(b) The infection is intensified by aggregation of the sick.

These propositions are indisputably true.

2d. The poison or infection undergoes some change after leaving the human system. This appears to be susceptible of proof, because communication of the disease from person to person is not a common event. When this does apparently occur, there is often very strong reason for a belief that the contagion was resident in some fomites connected with the patient's bed or clothing.

3d. There are no sustained observations which prove that yellow-fever poison is ever created de novo.

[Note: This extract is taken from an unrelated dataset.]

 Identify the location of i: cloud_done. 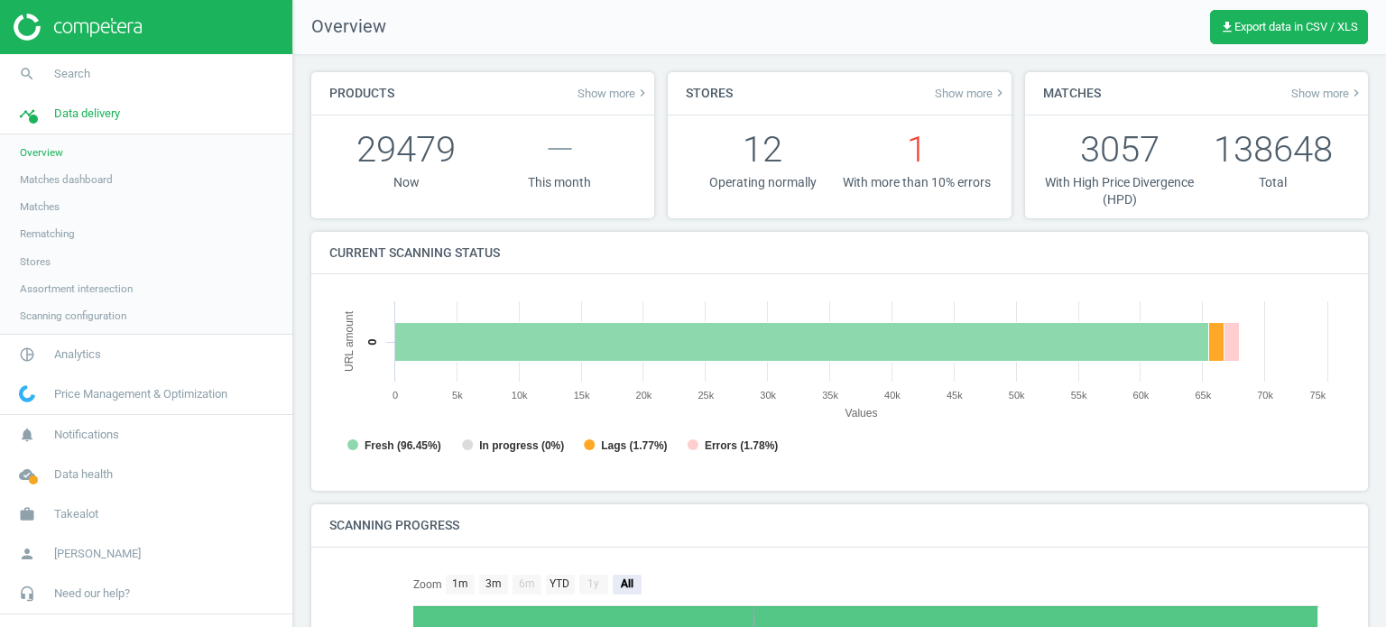
(27, 475).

The autochthonous birthplace of the poison is unknown. The suggestion of Niebuhr, that yellow fever may have been one of the causes of death during the plagues of Athens, can not be authoritatively denied. It may have been called into existence at the moment when all things else were created which were to perpetuate each its kind.

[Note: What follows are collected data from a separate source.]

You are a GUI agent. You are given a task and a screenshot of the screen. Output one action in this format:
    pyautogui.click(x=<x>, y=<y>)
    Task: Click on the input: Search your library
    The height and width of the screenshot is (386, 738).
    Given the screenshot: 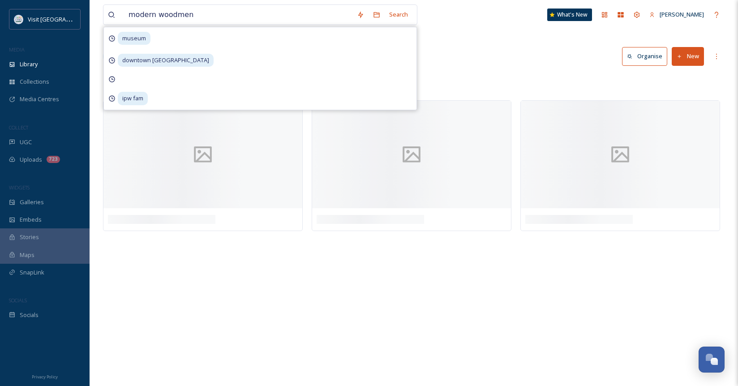 What is the action you would take?
    pyautogui.click(x=238, y=15)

4th. Some of those conditions and circumstances which favor or retard the development or maturation of yellow-fever poison outside the human body are quite well understood. Warm, damp weather is most prominent among those climatic conditions which are favorable to the growth of yellow-fever epidemics.

5th. A freezing temperature ordinarily destroys the contagium of yellow fever. A high degree of artificial heat produces a similar result. It is highly probable that certain chemical agents would also effect its destruction if brought in contact with it.

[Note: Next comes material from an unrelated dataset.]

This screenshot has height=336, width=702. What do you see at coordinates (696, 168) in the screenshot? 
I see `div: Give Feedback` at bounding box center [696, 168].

6th. If yellow-fever fomites are hermetically enclosed in situations protected from cold or other agents which are destructive to their infection, its vitality may be preserved for an undetermined length of time, and its toxic qualities again made manifest when unacclimated persons are exposed to it.

7th. Yellow-fever poison possesses ponderability. This characteristic is so distinctly marked that it has been frequently termed a "low-lying poison."

8th. It is incapable of being air-borne through any great distance, at least without being deprived of its toxic effects.